UH Researcher Working to Make Security Cameras “Smarter”

Video Analytics Project Will Help Cameras Send Alert at First Sign of a Threat

Shishir Shah
Computer science professor Shishir Shah is working to develop "smart" cameras that can alert first responders at the first sign of trouble.

Security cameras deployed across the nation – at transit stops, sporting events and other places where people gather – can provide valuable clues to law enforcement investigating trouble after the fact. A University of Houston researcher is developing a system that would allow the cameras to recognize and send an alert at the first sign of a threat to public safety.

Shishir Shah, professor of computer science at UH, received a $1.57 million grant from the National Institute of Standards and Technology Public Safety Innovation Accelerator Program to pursue research using video analytics to develop “smart” camera security systems that can automatically alert first responders to relevant issues and emergencies. NIST is a division of the U.S. Department of Commerce.

Shah works in image analysis and “computer vision,” a field related to artificial intelligence that deals with analyzing large numbers of images to extract data which can be used to guide real-world decisions.

He will collaborate with the city of Houston, working with Julie Stroup, program director of the Public Safety Video Initiative, to ensure the work addresses the needs of public safety/homeland security personnel and other first responders. The video initiative was started in 2007 by Dennis Storemski, director of the Mayor’s Office of Public Safety and Homeland Security. There are currently more than 850 city-owned cameras in public spaces, and the office collaborates and shares video with other regional public safety agencies.

Shah’s lab, the Quantitative Imaging Laboratory, has a network of cameras set up in and around a classroom building on the UH campus. There are thousands more spread across the city’s public spaces.

It’s not practical to have people watch the feeds from all those cameras in real time, he said, both because there is too much video footage to make it cost-effective and because nothing of note happens most of the time, raising the risk that people will miss the few seconds of meaningful information.

Instead, the project will seek to build mathematical models that reflect how people act or behave and, based on that, predict deviations from the norm.

“The long term plan is to try and move the needle in smart cameras, cameras that have some intelligence about what they are recording and how that can be used,” Shah said.

It will start with what he describes as “lower levels of intelligence,” including teaching the cameras to send an alert when something prevents optimal operation – a smudged or covered lens, a mechanical problem and even an external obstruction, such as a tree sprouting leaves that blocks the view.

Mid-level intelligence will involve things like recognizing when a vehicle is traveling the wrong way on a one-way street.

More complex programs would determine whether people’s behavior has deviated from the norm, incorporating variables including the laws of gravity – people don’t walk on the ceiling – and such social norms as where people stand and walk. That has to account for situational and cultural cues, Shah said, noting that walking on the grass might be aberrant in some situations but normal at a backyard barbecue, and people of different cultural backgrounds have different ideas about personal space.

Those are things that people watching a video feed automatically use to analyze what they are seeing. “How do we get cameras to that level of intelligence, which people bring to interpreting what is happening in a scene?” Shah asked. “For now, that analysis is really still dependent on people.”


■ PROBLEM TO WORK ON
Transcribe the data that follows without changing a word, and omit the pictures.

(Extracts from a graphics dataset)

----

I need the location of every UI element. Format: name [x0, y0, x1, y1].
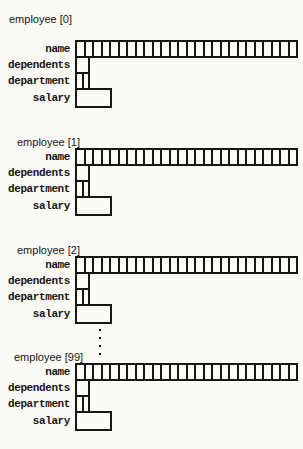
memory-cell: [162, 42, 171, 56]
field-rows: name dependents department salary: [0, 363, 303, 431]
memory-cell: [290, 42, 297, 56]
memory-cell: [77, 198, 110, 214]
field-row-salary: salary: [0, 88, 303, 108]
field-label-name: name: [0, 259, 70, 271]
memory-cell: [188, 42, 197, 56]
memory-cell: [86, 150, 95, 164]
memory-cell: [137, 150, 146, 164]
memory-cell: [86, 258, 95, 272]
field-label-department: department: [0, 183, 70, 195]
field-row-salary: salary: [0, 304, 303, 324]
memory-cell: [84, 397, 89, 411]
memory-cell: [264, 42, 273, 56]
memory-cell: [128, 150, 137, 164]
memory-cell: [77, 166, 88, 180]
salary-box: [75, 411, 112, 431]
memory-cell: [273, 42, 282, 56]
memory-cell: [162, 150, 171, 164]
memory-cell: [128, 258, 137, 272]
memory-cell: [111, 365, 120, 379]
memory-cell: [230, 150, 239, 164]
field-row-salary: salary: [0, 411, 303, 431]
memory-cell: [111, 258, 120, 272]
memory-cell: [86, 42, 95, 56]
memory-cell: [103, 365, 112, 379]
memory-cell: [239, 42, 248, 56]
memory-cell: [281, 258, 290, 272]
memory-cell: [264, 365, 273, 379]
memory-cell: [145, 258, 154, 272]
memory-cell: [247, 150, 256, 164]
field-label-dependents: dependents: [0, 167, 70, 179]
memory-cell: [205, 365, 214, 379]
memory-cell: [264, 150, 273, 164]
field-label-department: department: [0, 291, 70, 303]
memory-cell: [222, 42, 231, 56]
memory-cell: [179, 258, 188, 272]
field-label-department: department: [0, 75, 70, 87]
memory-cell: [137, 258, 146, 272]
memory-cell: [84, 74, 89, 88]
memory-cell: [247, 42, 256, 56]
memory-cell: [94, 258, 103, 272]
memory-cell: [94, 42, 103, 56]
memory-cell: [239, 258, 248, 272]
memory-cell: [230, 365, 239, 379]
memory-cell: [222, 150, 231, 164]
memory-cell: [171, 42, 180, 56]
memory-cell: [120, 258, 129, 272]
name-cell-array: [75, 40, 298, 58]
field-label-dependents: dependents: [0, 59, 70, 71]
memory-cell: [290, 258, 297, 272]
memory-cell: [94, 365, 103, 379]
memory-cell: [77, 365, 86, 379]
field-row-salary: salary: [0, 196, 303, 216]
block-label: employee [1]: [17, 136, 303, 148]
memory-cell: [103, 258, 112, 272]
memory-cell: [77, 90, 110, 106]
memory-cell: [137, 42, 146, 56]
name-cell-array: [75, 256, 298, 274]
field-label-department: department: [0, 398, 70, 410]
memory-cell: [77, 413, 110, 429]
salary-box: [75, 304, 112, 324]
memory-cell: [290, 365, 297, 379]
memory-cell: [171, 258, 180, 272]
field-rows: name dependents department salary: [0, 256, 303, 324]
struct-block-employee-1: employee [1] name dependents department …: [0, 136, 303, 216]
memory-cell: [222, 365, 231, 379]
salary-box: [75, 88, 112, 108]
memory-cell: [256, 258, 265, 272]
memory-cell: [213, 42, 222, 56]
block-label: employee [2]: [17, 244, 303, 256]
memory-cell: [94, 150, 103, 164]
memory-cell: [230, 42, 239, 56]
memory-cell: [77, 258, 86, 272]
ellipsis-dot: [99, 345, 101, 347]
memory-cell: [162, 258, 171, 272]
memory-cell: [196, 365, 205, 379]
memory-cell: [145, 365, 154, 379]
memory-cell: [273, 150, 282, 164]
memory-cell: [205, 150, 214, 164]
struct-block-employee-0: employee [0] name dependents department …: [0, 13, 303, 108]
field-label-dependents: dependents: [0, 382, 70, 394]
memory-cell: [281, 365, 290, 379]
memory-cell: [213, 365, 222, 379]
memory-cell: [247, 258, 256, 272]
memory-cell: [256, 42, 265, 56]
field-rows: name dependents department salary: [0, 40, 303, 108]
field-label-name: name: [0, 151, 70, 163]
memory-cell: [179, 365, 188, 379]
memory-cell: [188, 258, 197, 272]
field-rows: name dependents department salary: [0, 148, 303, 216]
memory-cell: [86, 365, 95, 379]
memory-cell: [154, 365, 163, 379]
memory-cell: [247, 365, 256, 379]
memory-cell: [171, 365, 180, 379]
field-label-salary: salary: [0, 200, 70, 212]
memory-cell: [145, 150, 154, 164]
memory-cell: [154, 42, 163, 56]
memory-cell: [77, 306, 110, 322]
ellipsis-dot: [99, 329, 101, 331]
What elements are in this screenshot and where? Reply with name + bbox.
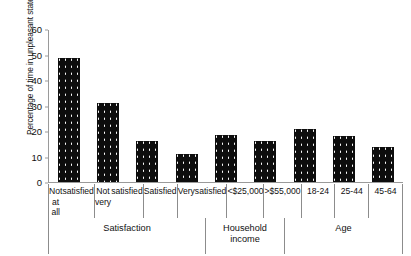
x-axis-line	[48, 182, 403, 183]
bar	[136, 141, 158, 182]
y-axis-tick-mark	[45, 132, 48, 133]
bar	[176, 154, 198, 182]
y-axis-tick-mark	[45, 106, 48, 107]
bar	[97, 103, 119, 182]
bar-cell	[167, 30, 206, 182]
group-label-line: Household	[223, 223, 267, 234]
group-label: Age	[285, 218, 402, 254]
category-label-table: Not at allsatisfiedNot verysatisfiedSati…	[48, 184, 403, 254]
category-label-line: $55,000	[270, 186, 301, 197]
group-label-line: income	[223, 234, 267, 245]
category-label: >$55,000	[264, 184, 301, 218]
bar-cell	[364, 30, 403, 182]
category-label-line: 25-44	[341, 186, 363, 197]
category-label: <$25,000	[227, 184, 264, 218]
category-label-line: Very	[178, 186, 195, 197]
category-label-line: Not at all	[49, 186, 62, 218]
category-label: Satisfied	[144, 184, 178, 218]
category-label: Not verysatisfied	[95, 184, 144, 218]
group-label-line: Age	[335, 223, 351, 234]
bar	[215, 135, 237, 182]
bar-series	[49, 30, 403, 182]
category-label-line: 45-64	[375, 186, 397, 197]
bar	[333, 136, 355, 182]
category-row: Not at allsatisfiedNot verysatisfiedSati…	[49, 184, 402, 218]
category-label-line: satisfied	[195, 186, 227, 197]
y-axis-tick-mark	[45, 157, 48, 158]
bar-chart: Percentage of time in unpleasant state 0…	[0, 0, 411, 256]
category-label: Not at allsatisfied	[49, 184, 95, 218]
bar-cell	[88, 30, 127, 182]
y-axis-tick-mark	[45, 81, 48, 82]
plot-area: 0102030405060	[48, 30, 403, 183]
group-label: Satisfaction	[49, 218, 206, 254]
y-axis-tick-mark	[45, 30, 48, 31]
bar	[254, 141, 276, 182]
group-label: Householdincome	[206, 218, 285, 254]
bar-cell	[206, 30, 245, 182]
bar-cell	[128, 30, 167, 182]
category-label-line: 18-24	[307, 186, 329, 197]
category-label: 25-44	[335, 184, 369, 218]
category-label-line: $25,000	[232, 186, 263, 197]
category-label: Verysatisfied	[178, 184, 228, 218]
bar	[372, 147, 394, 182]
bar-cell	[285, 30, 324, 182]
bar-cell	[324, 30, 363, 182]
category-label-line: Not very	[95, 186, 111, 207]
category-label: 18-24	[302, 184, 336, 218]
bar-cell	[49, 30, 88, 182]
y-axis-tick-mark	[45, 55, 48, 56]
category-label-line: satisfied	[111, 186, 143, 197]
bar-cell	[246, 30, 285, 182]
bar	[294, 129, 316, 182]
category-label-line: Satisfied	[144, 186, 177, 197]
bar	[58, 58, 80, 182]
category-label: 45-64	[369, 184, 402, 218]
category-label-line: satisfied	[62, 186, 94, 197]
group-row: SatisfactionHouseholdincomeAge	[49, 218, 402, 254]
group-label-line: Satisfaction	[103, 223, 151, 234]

----

■ REPLY TO THE TASK
I need the location of every UI element. Format: name [x0, y0, x1, y1].
memory-cell: [162, 42, 171, 56]
field-rows: name dependents department salary: [0, 363, 303, 431]
memory-cell: [290, 42, 297, 56]
memory-cell: [77, 198, 110, 214]
field-row-salary: salary: [0, 88, 303, 108]
field-label-name: name: [0, 259, 70, 271]
memory-cell: [188, 42, 197, 56]
memory-cell: [86, 150, 95, 164]
memory-cell: [137, 150, 146, 164]
memory-cell: [86, 258, 95, 272]
field-label-department: department: [0, 183, 70, 195]
field-row-salary: salary: [0, 304, 303, 324]
memory-cell: [84, 397, 89, 411]
memory-cell: [264, 42, 273, 56]
memory-cell: [128, 150, 137, 164]
memory-cell: [77, 166, 88, 180]
salary-box: [75, 411, 112, 431]
memory-cell: [273, 42, 282, 56]
memory-cell: [162, 150, 171, 164]
memory-cell: [128, 258, 137, 272]
memory-cell: [111, 365, 120, 379]
memory-cell: [230, 150, 239, 164]
field-row-salary: salary: [0, 411, 303, 431]
memory-cell: [111, 258, 120, 272]
memory-cell: [86, 42, 95, 56]
memory-cell: [103, 365, 112, 379]
memory-cell: [239, 42, 248, 56]
memory-cell: [281, 258, 290, 272]
memory-cell: [264, 365, 273, 379]
memory-cell: [145, 258, 154, 272]
memory-cell: [247, 150, 256, 164]
field-label-dependents: dependents: [0, 167, 70, 179]
memory-cell: [205, 365, 214, 379]
memory-cell: [264, 150, 273, 164]
field-label-department: department: [0, 291, 70, 303]
memory-cell: [222, 42, 231, 56]
memory-cell: [179, 258, 188, 272]
field-label-department: department: [0, 75, 70, 87]
memory-cell: [137, 258, 146, 272]
memory-cell: [84, 74, 89, 88]
memory-cell: [247, 42, 256, 56]
memory-cell: [94, 258, 103, 272]
memory-cell: [94, 42, 103, 56]
memory-cell: [239, 258, 248, 272]
memory-cell: [230, 365, 239, 379]
memory-cell: [222, 150, 231, 164]
memory-cell: [171, 42, 180, 56]
memory-cell: [120, 258, 129, 272]
name-cell-array: [75, 40, 298, 58]
field-label-dependents: dependents: [0, 59, 70, 71]
memory-cell: [290, 258, 297, 272]
memory-cell: [94, 365, 103, 379]
memory-cell: [77, 365, 86, 379]
field-row-salary: salary: [0, 196, 303, 216]
block-label: employee [1]: [17, 136, 303, 148]
memory-cell: [103, 258, 112, 272]
memory-cell: [77, 90, 110, 106]
memory-cell: [137, 42, 146, 56]
name-cell-array: [75, 256, 298, 274]
field-label-department: department: [0, 398, 70, 410]
memory-cell: [77, 413, 110, 429]
salary-box: [75, 304, 112, 324]
memory-cell: [290, 365, 297, 379]
memory-cell: [171, 258, 180, 272]
field-rows: name dependents department salary: [0, 256, 303, 324]
struct-block-employee-1: employee [1] name dependents department …: [0, 136, 303, 216]
memory-cell: [222, 365, 231, 379]
salary-box: [75, 88, 112, 108]
memory-cell: [256, 258, 265, 272]
memory-cell: [213, 42, 222, 56]
block-label: employee [2]: [17, 244, 303, 256]
memory-cell: [94, 150, 103, 164]
memory-cell: [230, 42, 239, 56]
memory-cell: [77, 258, 86, 272]
ellipsis-dot: [99, 345, 101, 347]
memory-cell: [162, 258, 171, 272]
memory-cell: [196, 365, 205, 379]
memory-cell: [145, 365, 154, 379]
memory-cell: [273, 150, 282, 164]
memory-cell: [205, 150, 214, 164]
struct-block-employee-0: employee [0] name dependents department …: [0, 13, 303, 108]
field-label-dependents: dependents: [0, 382, 70, 394]
memory-cell: [281, 365, 290, 379]
memory-cell: [213, 365, 222, 379]
memory-cell: [247, 258, 256, 272]
memory-cell: [256, 42, 265, 56]
field-rows: name dependents department salary: [0, 40, 303, 108]
field-label-name: name: [0, 151, 70, 163]
memory-cell: [179, 365, 188, 379]
memory-cell: [188, 258, 197, 272]
field-rows: name dependents department salary: [0, 148, 303, 216]
memory-cell: [86, 365, 95, 379]
memory-cell: [154, 365, 163, 379]
memory-cell: [247, 365, 256, 379]
memory-cell: [171, 365, 180, 379]
field-label-salary: salary: [0, 200, 70, 212]
memory-cell: [145, 150, 154, 164]
memory-cell: [154, 42, 163, 56]
memory-cell: [77, 306, 110, 322]
ellipsis-dot: [99, 329, 101, 331]
What elements are in this screenshot and where? Reply with name + bbox.
x-axis-line	[48, 182, 403, 183]
bar	[136, 141, 158, 182]
y-axis-tick-mark	[45, 132, 48, 133]
bar	[176, 154, 198, 182]
y-axis-tick-mark	[45, 106, 48, 107]
bar	[97, 103, 119, 182]
bar-cell	[167, 30, 206, 182]
group-label-line: Household	[223, 223, 267, 234]
group-label: Age	[285, 218, 402, 254]
category-label-table: Not at allsatisfiedNot verysatisfiedSati…	[48, 184, 403, 254]
category-label-line: $55,000	[270, 186, 301, 197]
group-label-line: income	[223, 234, 267, 245]
category-label: >$55,000	[264, 184, 301, 218]
bar-cell	[364, 30, 403, 182]
category-label-line: 25-44	[341, 186, 363, 197]
category-label: <$25,000	[227, 184, 264, 218]
category-label-line: Very	[178, 186, 195, 197]
category-label-line: Not at all	[49, 186, 62, 218]
category-label: Satisfied	[144, 184, 178, 218]
category-label: Not verysatisfied	[95, 184, 144, 218]
group-label-line: Age	[335, 223, 351, 234]
bar	[215, 135, 237, 182]
bar-series	[49, 30, 403, 182]
category-label-line: 45-64	[375, 186, 397, 197]
bar	[333, 136, 355, 182]
category-row: Not at allsatisfiedNot verysatisfiedSati…	[49, 184, 402, 218]
category-label-line: satisfied	[195, 186, 227, 197]
y-axis-tick-mark	[45, 157, 48, 158]
bar-chart: Percentage of time in unpleasant state 0…	[0, 0, 411, 256]
category-label: Not at allsatisfied	[49, 184, 95, 218]
bar-cell	[88, 30, 127, 182]
y-axis-tick-mark	[45, 81, 48, 82]
plot-area: 0102030405060	[48, 30, 403, 183]
group-label: Satisfaction	[49, 218, 206, 254]
y-axis-tick-mark	[45, 30, 48, 31]
bar	[254, 141, 276, 182]
group-label: Householdincome	[206, 218, 285, 254]
bar-cell	[206, 30, 245, 182]
bar-cell	[128, 30, 167, 182]
category-label-line: 18-24	[307, 186, 329, 197]
category-label: 25-44	[335, 184, 369, 218]
category-label-line: $25,000	[232, 186, 263, 197]
category-label: Verysatisfied	[178, 184, 228, 218]
bar	[372, 147, 394, 182]
bar-cell	[285, 30, 324, 182]
bar-cell	[324, 30, 363, 182]
category-label-line: Not very	[95, 186, 111, 207]
category-label: 18-24	[302, 184, 336, 218]
bar-cell	[49, 30, 88, 182]
y-axis-tick-mark	[45, 55, 48, 56]
category-label-line: satisfied	[111, 186, 143, 197]
bar-cell	[246, 30, 285, 182]
bar	[294, 129, 316, 182]
category-label-line: Satisfied	[144, 186, 177, 197]
bar	[58, 58, 80, 182]
category-label: 45-64	[369, 184, 402, 218]
category-label-line: satisfied	[62, 186, 94, 197]
group-row: SatisfactionHouseholdincomeAge	[49, 218, 402, 254]
group-label-line: Satisfaction	[103, 223, 151, 234]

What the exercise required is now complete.